The number of Black faculty members at the University of Maryland increased by about 26 percent from 2021 to 2023, according to data from the institutional research, planning and assessment office.
Several university community members commended this increase in Black faculty and highlighted the need for inclusive hiring and retention processes. Offices at this university, such as faculty affairs and diversity, equity and inclusion have attempted to increase diversity in recent years, but progress varies largely by academic colleges and departments.
This university has also seen Hispanic faculty increase by about 12 percent and Asian faculty increase by about 4 percent during the same timeframe, according to IRPA. The number of Black faculty members at this university has increased about 50 percent since 2016, according to IRPA.
“We're always proud of our focus to improve the makeup of our institution based on excellence and on diversity and inclusion at all levels,” university president Darryll Pines told The Diamondback.
Sharon Harley, an African American studies professor, said she has noticed the number of Black faculty members increase at this university in her 30 years working here.
Although this university is not a “complete utopia” in terms of faculty diversity, she said, the support for Black faculty members through grants or collaboration with other faculty is encouraging.
“The numbers have grown so incrementally, I don't even know many of the new faculty,” she said. “I think it's quite impressive.”
Despite the recent increases in Black faculty, there are still disparities between faculty and student populations at this university. In 2023, the Black students made up nearly 13 percent of this university’s student body, while the Black faculty population was less than seven percent, according to IRPA.
There were 12 Black students for every one Black faculty member at this university in 2023. For every one white faculty member, there were five white students, according to IRPA.
Some departments at this university, such as computer science, did not have any Black faculty members in 2023, according to IRPA.
A factor that might cause these differences is that the number of Black faculty receiving doctoral degrees in recent years has not seen a large increase, according to Georgina Dodge, this university’s diversity and inclusion office vice president.
Steps to recruit and support doctoral students include initiatives by the graduate diversity and inclusion office and a president’s fellowship, according to the diversity and inclusion office’s 25 demands dashboard.
The dashboard was born in 2021 after five Black student leaders collaborated with this university’s administration to create a list of 25 demands that aimed to address anti-Black racism. The first demand listed was to “increase the number of Black faculty, staff, teaching assistants, administrators and advisors at the university.”
The diversity and inclusion office is still looking to make this university a “welcoming environment for faculty of color,” Dodge said. In addition to creating training programs around hiring, the office is in the process of hiring an equal employment opportunity officer who will work with different departments to increase diversity, she said.
This university saw increased retirement and a hiring freeze during the pandemic, John Bertot, the associate provost for faculty affairs, said. As the pandemic subsided, this university increased hiring.
That increase coincided with the announcement of programs intended to increase diversity among faculty, he added.
One of the programs — the Faculty Advance at Maryland for Inclusive Learning and Excellence initiative — started in spring 2021 under the faculty affairs office and has recruited more than 32 faculty members as of November, Bertot said.
“I'm very, very pleased with the progress we’ve been making even over the last few years, but there's more that could be done,” Bertot said.
The program’s main components include a fellowship for postdoctoral scholars and targeted hiring for assistant professors and senior tenured faculty.
[UMD administration, students hope to maintain campus diversity post-affirmative action]
Junior government and politics major Mason Minus, this university’s Black Student Union president, said he has had five Black professors over his last two semesters at this university. His Black professors have taught “color-based classes” such as women of color in politics or Black politics, he said, while some of his white professors have taught other grassroots government and policy courses.
Minus has observed the increase of Black faculty at this university but said there is a small divide in the classes taught.
“It's nice to have a Black professor to show you an example of what you could become and what you could amount to,” Minus said. “On top of that, it helps boost confidence in the classroom.”
Solomon Comissiong, Nyumburu Cultural Center's assistant director of student involvement and this university’s Black Faculty and Staff Association chapter's president, said some Prince George’s County natives have not seen this university as a “warm and welcoming place for folks of color.”
There are many Black scholars who research topics such as mass incarceration, the war on drugs and structural racism that could play a significant role in creating equitable policies, Comissiong said. But this university needs stronger retention strategies for Black faculty who pursue these areas of study, he said.
Welcoming faculty who study these topics will make this university “fearless when it comes to supporting the scholars that are lending their scholarship towards dismantling a range of social justice and race-based inequities,” he said.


- **Prompt**
Output all of the entries exactly as written.

▬▬▬▬▬▬

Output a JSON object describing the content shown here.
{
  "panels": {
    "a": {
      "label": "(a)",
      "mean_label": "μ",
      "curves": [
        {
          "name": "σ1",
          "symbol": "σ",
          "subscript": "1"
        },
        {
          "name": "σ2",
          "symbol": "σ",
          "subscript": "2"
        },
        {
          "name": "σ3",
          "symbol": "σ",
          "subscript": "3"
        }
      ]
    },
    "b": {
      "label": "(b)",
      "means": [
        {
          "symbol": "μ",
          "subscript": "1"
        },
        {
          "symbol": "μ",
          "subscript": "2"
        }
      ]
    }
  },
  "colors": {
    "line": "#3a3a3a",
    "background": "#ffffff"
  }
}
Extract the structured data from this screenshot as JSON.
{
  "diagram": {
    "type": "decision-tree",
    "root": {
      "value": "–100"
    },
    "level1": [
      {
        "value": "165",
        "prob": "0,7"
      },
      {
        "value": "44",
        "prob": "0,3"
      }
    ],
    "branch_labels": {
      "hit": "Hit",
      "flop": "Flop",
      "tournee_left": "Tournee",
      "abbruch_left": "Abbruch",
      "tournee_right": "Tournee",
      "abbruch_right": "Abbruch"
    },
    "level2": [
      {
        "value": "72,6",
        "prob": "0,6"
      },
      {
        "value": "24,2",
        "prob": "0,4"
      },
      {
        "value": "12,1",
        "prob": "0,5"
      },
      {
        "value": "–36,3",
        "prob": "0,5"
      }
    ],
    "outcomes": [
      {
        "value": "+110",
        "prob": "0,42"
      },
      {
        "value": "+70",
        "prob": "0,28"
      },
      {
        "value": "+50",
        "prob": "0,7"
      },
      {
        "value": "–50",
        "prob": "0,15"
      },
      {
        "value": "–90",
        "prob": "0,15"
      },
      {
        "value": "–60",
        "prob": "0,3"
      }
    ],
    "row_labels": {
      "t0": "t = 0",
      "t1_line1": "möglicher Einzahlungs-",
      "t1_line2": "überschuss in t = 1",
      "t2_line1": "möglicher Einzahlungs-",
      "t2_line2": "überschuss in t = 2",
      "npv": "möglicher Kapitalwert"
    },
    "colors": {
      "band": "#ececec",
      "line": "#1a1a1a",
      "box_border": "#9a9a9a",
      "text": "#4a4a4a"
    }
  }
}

▬▬▬▬▬▬

- **Solution for this problem**
Output a JSON object describing the content shown here.
{
  "panels": {
    "a": {
      "label": "(a)",
      "mean_label": "μ",
      "curves": [
        {
          "name": "σ1",
          "symbol": "σ",
          "subscript": "1"
        },
        {
          "name": "σ2",
          "symbol": "σ",
          "subscript": "2"
        },
        {
          "name": "σ3",
          "symbol": "σ",
          "subscript": "3"
        }
      ]
    },
    "b": {
      "label": "(b)",
      "means": [
        {
          "symbol": "μ",
          "subscript": "1"
        },
        {
          "symbol": "μ",
          "subscript": "2"
        }
      ]
    }
  },
  "colors": {
    "line": "#3a3a3a",
    "background": "#ffffff"
  }
}
Extract the structured data from this screenshot as JSON.
{
  "diagram": {
    "type": "decision-tree",
    "root": {
      "value": "–100"
    },
    "level1": [
      {
        "value": "165",
        "prob": "0,7"
      },
      {
        "value": "44",
        "prob": "0,3"
      }
    ],
    "branch_labels": {
      "hit": "Hit",
      "flop": "Flop",
      "tournee_left": "Tournee",
      "abbruch_left": "Abbruch",
      "tournee_right": "Tournee",
      "abbruch_right": "Abbruch"
    },
    "level2": [
      {
        "value": "72,6",
        "prob": "0,6"
      },
      {
        "value": "24,2",
        "prob": "0,4"
      },
      {
        "value": "12,1",
        "prob": "0,5"
      },
      {
        "value": "–36,3",
        "prob": "0,5"
      }
    ],
    "outcomes": [
      {
        "value": "+110",
        "prob": "0,42"
      },
      {
        "value": "+70",
        "prob": "0,28"
      },
      {
        "value": "+50",
        "prob": "0,7"
      },
      {
        "value": "–50",
        "prob": "0,15"
      },
      {
        "value": "–90",
        "prob": "0,15"
      },
      {
        "value": "–60",
        "prob": "0,3"
      }
    ],
    "row_labels": {
      "t0": "t = 0",
      "t1_line1": "möglicher Einzahlungs-",
      "t1_line2": "überschuss in t = 1",
      "t2_line1": "möglicher Einzahlungs-",
      "t2_line2": "überschuss in t = 2",
      "npv": "möglicher Kapitalwert"
    },
    "colors": {
      "band": "#ececec",
      "line": "#1a1a1a",
      "box_border": "#9a9a9a",
      "text": "#4a4a4a"
    }
  }
}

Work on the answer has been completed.